Exercise directions: Beginning with the line that holds "The width and", write out each line exactly as it stands until the end of the data, and include no pictures.

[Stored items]
──────────

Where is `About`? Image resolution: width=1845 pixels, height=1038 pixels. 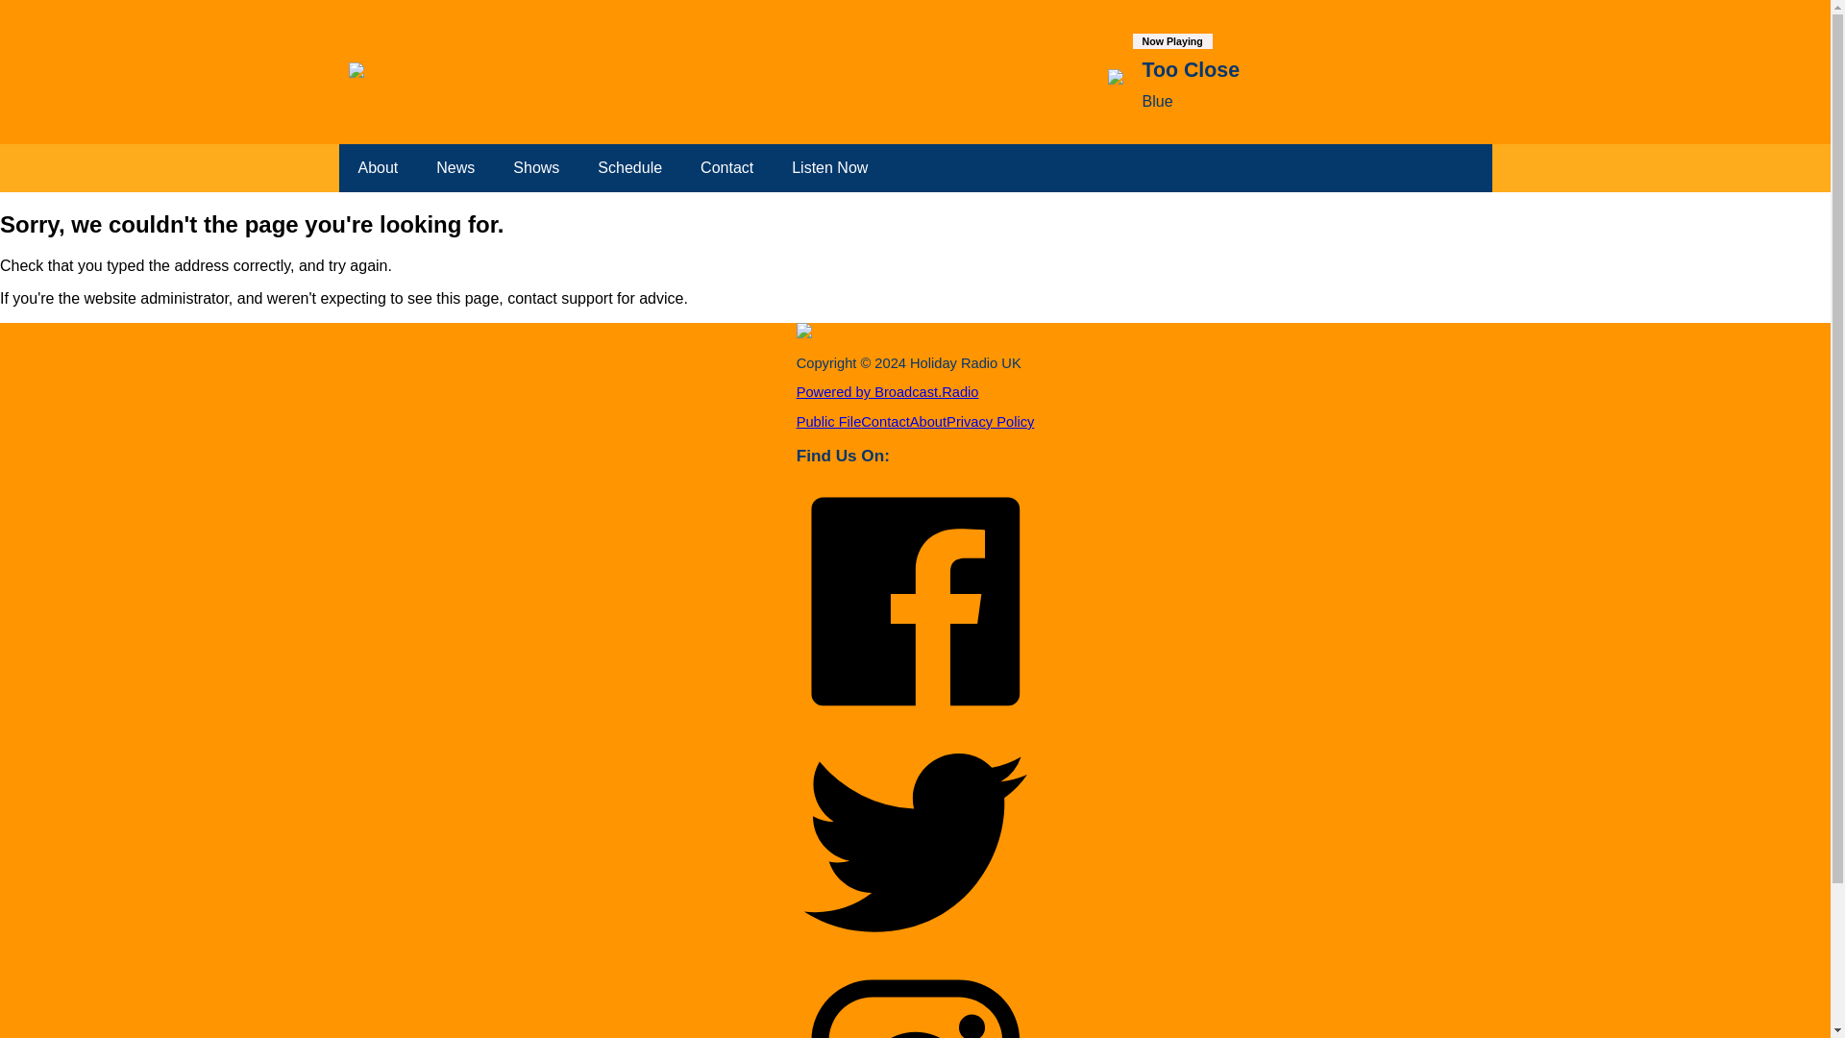 About is located at coordinates (377, 167).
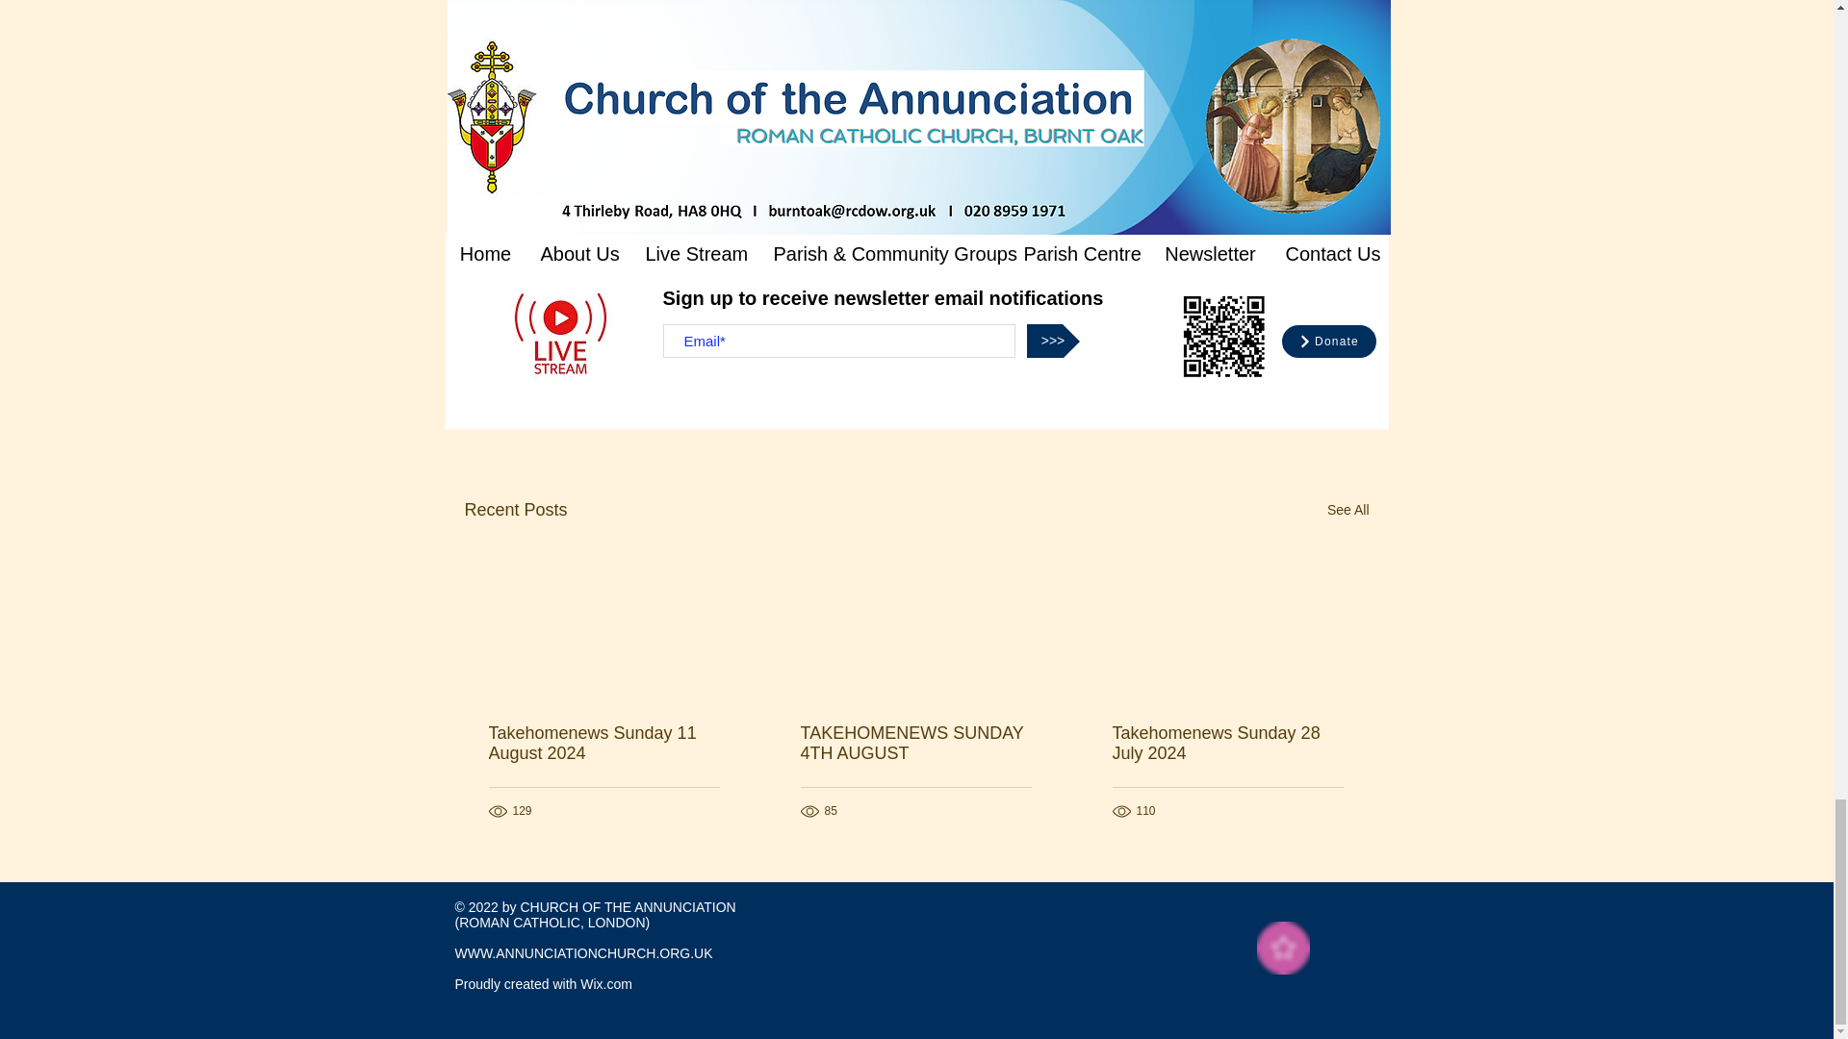 This screenshot has height=1039, width=1848. I want to click on Takehomenews Sunday 11 August 2024, so click(604, 743).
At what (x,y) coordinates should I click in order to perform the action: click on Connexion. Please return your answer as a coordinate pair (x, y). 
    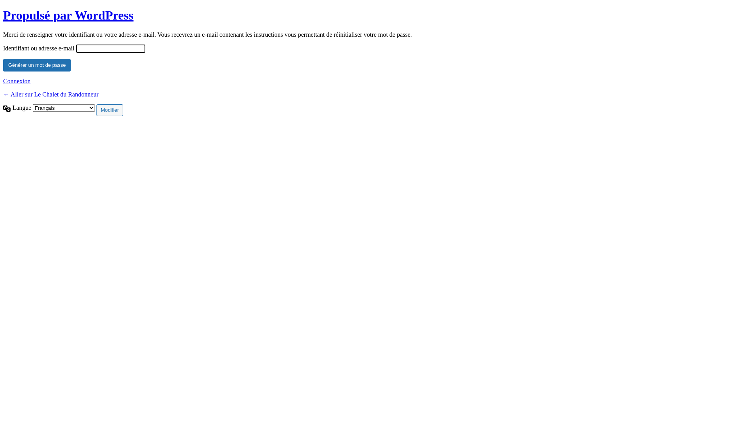
    Looking at the image, I should click on (17, 81).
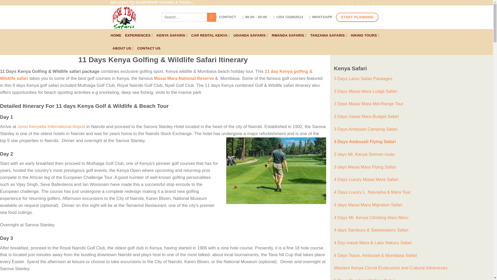 This screenshot has width=497, height=280. What do you see at coordinates (251, 35) in the screenshot?
I see `UGANDA SAFARIS` at bounding box center [251, 35].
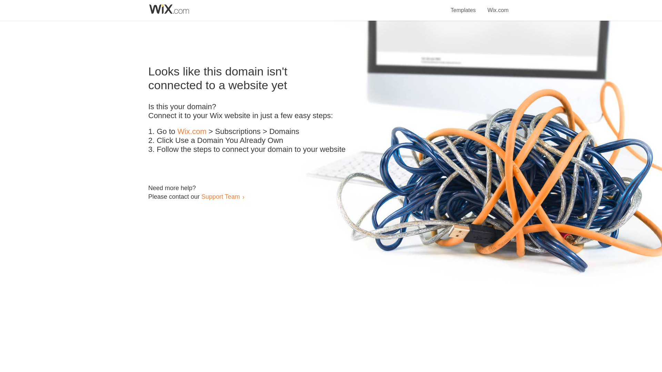 Image resolution: width=662 pixels, height=372 pixels. I want to click on Wix.com, so click(498, 6).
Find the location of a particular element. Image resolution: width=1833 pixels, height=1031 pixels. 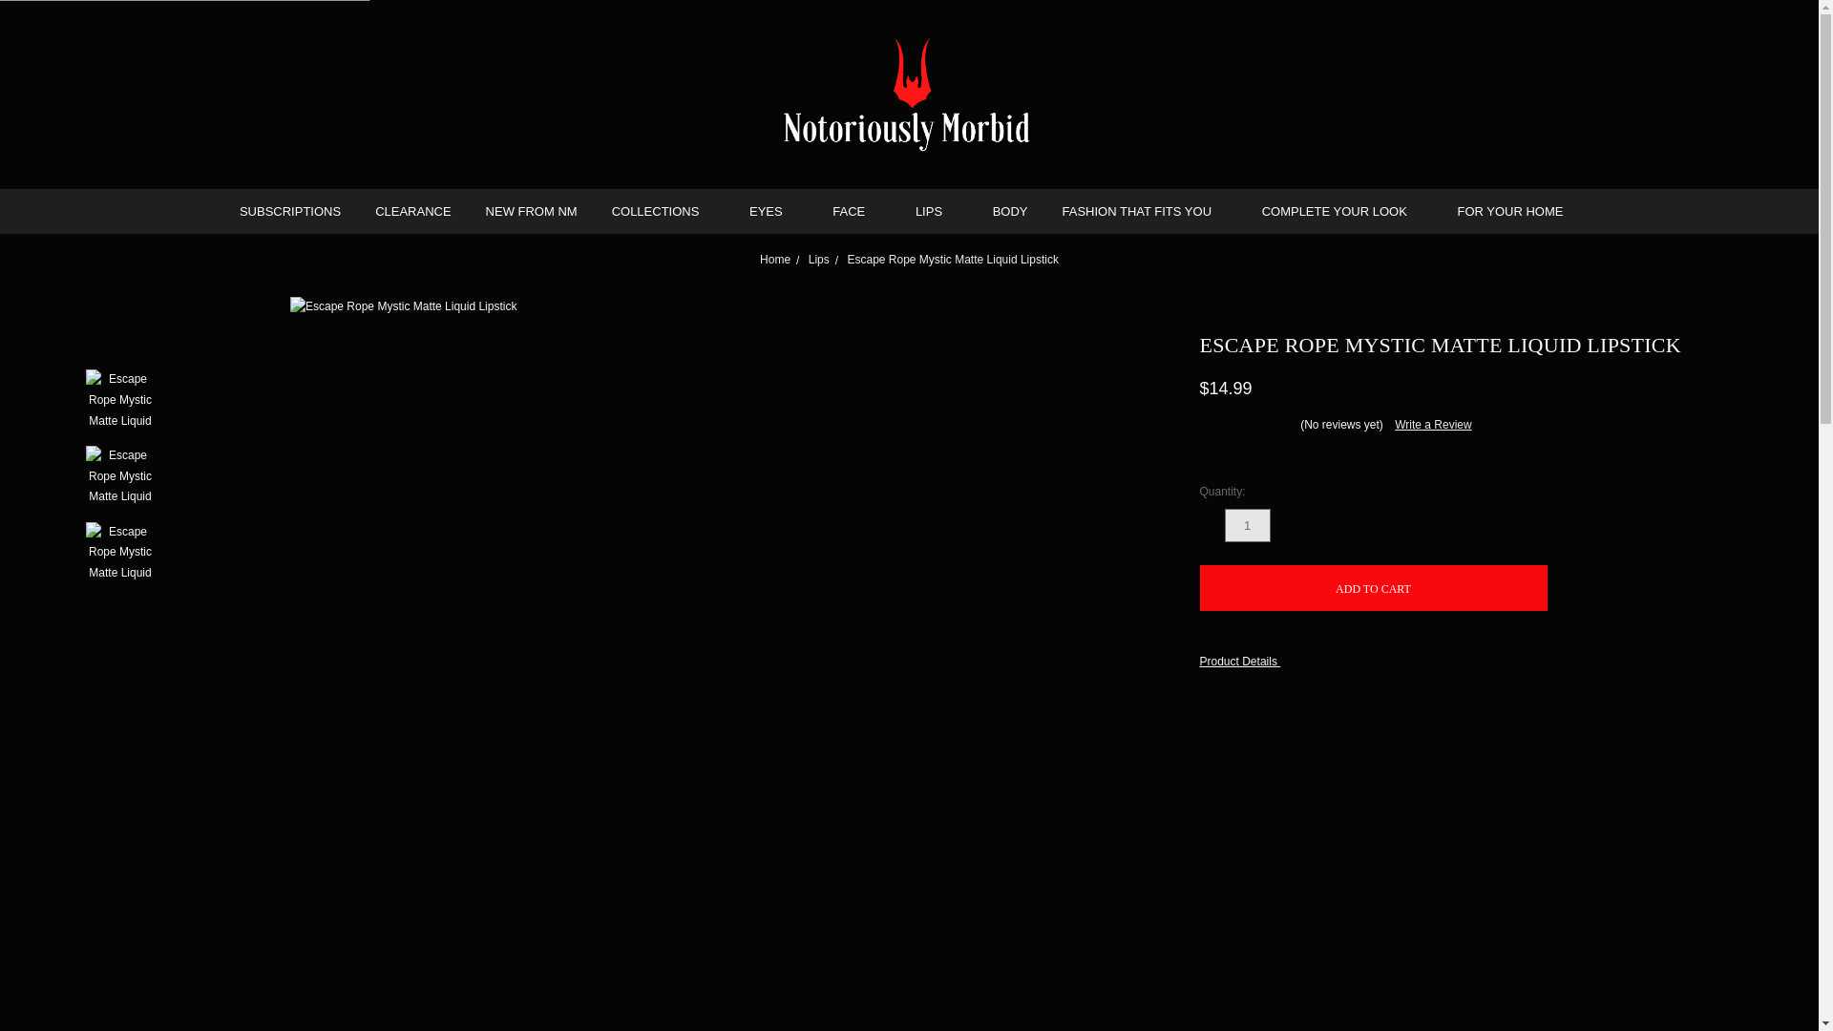

Notoriously Morbid is located at coordinates (909, 94).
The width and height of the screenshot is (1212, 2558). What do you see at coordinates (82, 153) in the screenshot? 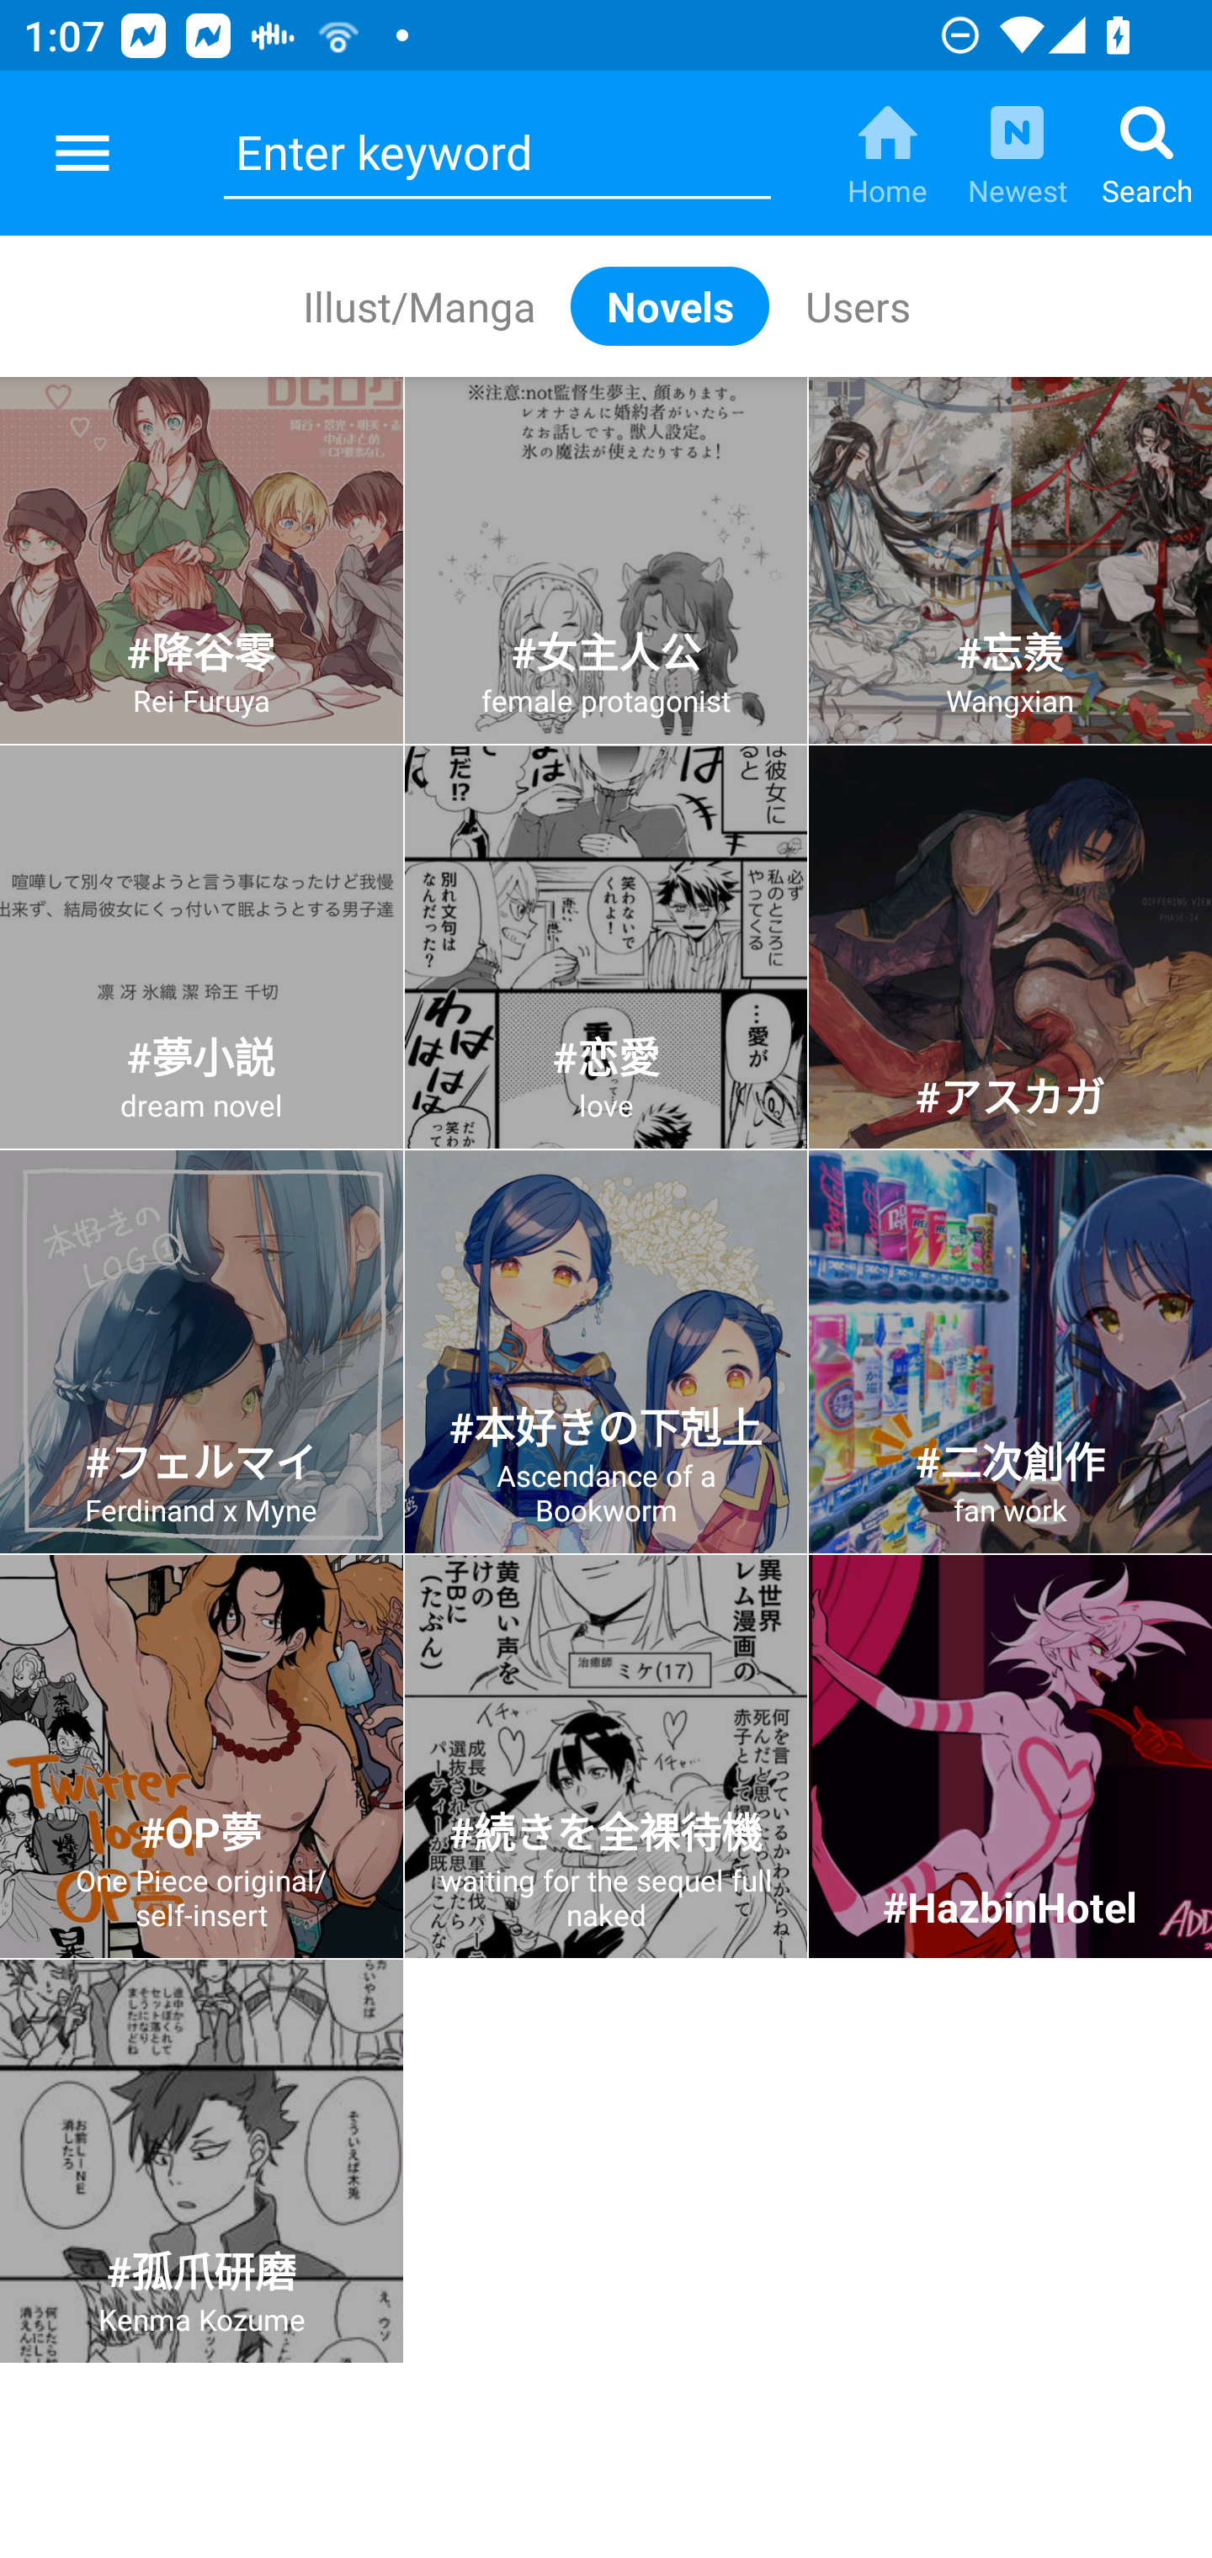
I see `pixiv` at bounding box center [82, 153].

──────────

Response:
The width and height of the screenshot is (1212, 2558). What do you see at coordinates (82, 153) in the screenshot? 
I see `pixiv` at bounding box center [82, 153].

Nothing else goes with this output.